In the document, Federal Government chief information officer Ann Steward wrote that the depletion of the IPv4 address space had at that stage been predicted to occur at the end of 2011. “In the next three to five years, industry expects that equipment and services based on the IPv6 standard will become dominant,” Steward wrote, noting, however, that the Government would also be required to sustain quite a degree of IPv4 traffic at least over the next decade.

In the presentation given by Catto and Hillier, the pair noted that the majority of Federal Government agencies were carrying out the IPv6 strategy — including the major departments of Defence, Human Services, Finance and Deregulation and Broadband, Communications and the Digital Economy.

The Government was currently in the ‘transition’ phase of its migration to IPv6, the pair noted, with hardware being upgraded, IPv6 address space being reserved, operating systems and applications being made ready for the change and Internet gateways being upgraded.

Starting from 2012, the Government will move into the ‘implementation’ phase, where IPv6 will be enabled across the public sector. “Agencies continue to make good progress towards the final milestone of December 2012,” wrote Catto.

It is unclear at this point how many of Australia’s other major organisations — in the public, private and non-profit sectors — are progressing towards IPv6 with any haste. Migrations are widespread in the telecommunications sector, which also needs to ensure its customers can continue to receive services, but few other organisations have detailed their IPv6 plans.

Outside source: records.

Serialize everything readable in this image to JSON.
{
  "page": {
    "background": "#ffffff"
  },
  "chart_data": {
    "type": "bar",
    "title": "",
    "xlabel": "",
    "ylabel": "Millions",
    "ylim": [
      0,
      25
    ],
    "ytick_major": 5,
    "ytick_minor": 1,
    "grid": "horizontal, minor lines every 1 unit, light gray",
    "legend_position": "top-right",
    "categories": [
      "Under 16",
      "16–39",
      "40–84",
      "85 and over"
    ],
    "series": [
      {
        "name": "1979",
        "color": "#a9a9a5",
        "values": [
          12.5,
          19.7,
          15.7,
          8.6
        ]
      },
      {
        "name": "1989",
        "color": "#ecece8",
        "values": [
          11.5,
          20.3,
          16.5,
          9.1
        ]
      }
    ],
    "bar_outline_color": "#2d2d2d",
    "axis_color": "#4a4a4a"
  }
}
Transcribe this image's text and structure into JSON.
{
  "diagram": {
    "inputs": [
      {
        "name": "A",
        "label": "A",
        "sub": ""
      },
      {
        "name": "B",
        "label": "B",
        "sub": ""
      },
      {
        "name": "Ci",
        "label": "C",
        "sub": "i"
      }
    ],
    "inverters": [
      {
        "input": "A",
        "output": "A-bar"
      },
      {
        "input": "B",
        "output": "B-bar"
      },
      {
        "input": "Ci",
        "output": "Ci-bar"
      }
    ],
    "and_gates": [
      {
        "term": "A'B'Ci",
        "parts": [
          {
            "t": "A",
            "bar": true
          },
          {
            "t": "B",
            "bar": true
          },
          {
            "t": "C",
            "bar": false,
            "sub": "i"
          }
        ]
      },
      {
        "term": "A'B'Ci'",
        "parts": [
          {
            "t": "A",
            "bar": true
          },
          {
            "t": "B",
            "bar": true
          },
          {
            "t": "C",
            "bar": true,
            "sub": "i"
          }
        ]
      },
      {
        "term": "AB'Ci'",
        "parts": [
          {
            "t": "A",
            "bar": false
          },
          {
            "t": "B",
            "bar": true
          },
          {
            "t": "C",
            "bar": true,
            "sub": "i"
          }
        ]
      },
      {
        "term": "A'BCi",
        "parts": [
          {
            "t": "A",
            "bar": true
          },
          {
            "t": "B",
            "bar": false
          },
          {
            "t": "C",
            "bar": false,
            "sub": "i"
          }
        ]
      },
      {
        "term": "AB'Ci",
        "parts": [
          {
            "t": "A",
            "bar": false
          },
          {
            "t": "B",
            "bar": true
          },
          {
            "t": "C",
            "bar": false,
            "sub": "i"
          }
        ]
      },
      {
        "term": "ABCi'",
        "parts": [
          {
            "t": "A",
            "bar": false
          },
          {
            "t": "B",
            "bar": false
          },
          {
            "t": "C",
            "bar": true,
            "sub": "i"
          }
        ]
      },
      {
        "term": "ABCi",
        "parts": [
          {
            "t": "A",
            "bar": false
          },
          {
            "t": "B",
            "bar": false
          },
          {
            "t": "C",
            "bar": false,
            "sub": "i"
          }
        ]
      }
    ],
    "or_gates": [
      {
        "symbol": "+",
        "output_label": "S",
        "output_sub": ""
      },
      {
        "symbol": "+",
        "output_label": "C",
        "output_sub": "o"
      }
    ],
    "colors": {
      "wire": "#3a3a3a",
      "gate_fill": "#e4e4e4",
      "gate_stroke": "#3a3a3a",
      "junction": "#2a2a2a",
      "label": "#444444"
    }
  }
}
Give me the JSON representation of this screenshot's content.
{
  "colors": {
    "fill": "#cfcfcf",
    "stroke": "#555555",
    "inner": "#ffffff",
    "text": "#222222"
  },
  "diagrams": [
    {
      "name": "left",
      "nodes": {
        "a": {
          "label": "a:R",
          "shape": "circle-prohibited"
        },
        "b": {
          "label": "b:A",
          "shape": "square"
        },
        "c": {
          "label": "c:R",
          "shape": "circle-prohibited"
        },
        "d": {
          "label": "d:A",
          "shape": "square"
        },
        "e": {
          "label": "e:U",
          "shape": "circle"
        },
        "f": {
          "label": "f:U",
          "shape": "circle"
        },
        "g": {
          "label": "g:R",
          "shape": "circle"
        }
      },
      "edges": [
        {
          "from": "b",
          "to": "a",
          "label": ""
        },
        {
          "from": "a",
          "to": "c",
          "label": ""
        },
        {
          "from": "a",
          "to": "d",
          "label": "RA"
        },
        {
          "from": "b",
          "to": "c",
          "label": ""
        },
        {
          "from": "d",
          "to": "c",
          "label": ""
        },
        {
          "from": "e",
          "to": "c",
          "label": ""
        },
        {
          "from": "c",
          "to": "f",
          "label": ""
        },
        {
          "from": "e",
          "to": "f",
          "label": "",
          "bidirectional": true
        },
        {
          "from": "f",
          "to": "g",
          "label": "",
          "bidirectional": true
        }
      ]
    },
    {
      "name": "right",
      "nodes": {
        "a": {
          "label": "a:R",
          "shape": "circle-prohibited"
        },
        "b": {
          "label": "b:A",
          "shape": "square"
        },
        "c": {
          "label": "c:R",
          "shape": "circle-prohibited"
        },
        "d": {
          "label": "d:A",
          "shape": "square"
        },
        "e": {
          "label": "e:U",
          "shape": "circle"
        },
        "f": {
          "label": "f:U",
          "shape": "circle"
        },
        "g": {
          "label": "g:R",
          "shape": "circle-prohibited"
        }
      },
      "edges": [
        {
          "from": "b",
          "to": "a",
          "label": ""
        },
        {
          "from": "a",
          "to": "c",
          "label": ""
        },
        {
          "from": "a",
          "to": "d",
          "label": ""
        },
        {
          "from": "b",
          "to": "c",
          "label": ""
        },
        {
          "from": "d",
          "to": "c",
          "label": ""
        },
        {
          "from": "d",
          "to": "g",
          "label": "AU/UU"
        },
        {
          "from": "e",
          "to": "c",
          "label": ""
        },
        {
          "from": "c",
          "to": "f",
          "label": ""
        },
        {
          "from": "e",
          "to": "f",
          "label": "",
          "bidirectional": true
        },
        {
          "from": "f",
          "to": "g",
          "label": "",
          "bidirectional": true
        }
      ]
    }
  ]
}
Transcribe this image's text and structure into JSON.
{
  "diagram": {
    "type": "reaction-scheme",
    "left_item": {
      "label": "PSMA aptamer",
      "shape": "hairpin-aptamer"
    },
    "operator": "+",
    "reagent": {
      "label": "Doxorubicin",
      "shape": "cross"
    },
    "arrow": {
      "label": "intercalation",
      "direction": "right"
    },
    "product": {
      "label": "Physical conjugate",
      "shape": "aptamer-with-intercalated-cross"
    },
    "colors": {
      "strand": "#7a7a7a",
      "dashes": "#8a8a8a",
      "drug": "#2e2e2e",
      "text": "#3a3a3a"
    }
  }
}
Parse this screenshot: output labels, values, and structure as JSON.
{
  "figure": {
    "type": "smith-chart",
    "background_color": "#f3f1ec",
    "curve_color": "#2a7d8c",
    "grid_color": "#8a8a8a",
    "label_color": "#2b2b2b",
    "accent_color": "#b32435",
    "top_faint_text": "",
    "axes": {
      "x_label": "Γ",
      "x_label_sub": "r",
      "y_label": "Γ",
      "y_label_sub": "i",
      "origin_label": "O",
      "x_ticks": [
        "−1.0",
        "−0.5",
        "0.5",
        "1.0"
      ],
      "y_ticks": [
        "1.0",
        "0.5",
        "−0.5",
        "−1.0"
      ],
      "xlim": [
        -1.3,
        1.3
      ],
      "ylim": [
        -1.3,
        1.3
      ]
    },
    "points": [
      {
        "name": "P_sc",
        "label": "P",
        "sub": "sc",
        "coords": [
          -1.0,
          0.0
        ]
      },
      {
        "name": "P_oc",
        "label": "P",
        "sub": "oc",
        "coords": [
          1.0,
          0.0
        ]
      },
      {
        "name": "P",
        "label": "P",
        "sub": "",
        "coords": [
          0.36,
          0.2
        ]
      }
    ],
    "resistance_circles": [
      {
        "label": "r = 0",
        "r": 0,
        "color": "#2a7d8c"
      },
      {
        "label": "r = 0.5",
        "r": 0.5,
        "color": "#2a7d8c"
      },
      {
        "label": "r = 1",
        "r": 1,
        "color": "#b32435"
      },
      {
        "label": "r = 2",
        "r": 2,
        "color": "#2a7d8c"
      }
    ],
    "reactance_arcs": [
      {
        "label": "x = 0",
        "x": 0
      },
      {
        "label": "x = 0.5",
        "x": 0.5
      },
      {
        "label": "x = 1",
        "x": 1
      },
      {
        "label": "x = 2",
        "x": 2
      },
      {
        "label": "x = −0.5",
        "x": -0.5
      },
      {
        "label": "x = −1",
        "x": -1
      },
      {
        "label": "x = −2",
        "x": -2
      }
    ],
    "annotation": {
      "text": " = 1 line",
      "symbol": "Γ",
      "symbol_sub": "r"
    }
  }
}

The IPv6 Summit in Melbourne was dominated by presenters from vendors such as Cisco, F5 Networks and HP as well as telcos, with few customer presentations. The presentation by ISP iiNet was entitled “Our Journey to IPv6, and Why We’re Not In a Rush”. Its summary states: “iiNet has been rolling out IPv6 capability through its national network during 2011 and has made significant progress. However the project and rollout is at our own pace and this talk will be about why we aren’t rushing to transition to IPv6, and why we will be ready 6 months before we need to be.”

opinion/analysis
Opinions differ widely about how serious the IPv4 exhaustion problem is, but I’m not currently seeing a lot of activity by major Australian organisations in the area. Will there come a point where major problems start to be experienced? I’m not sure.

Image credit: Shannon Pifko, royalty free

2 COMMENTS

  1. What I’m seeing with IPv6 dual stacking in the enterprise is much of the enterprise networking equipment is just not 100% ready. It only takes a minor feature not to work and you may as well not even use IPv6 (eg firewall failover doesn’t work if you have IPv6 enabled). For all Cisco’s hype about supporting IPv6 – it’s mostly limited to support in the carrier space – their security, enterprise, application space is very much behind…

    • Interesting. I wouldn’t mind speaking to some of the networking hardware guys about this. I’m not surprised … but surely this stuff should be ready by now.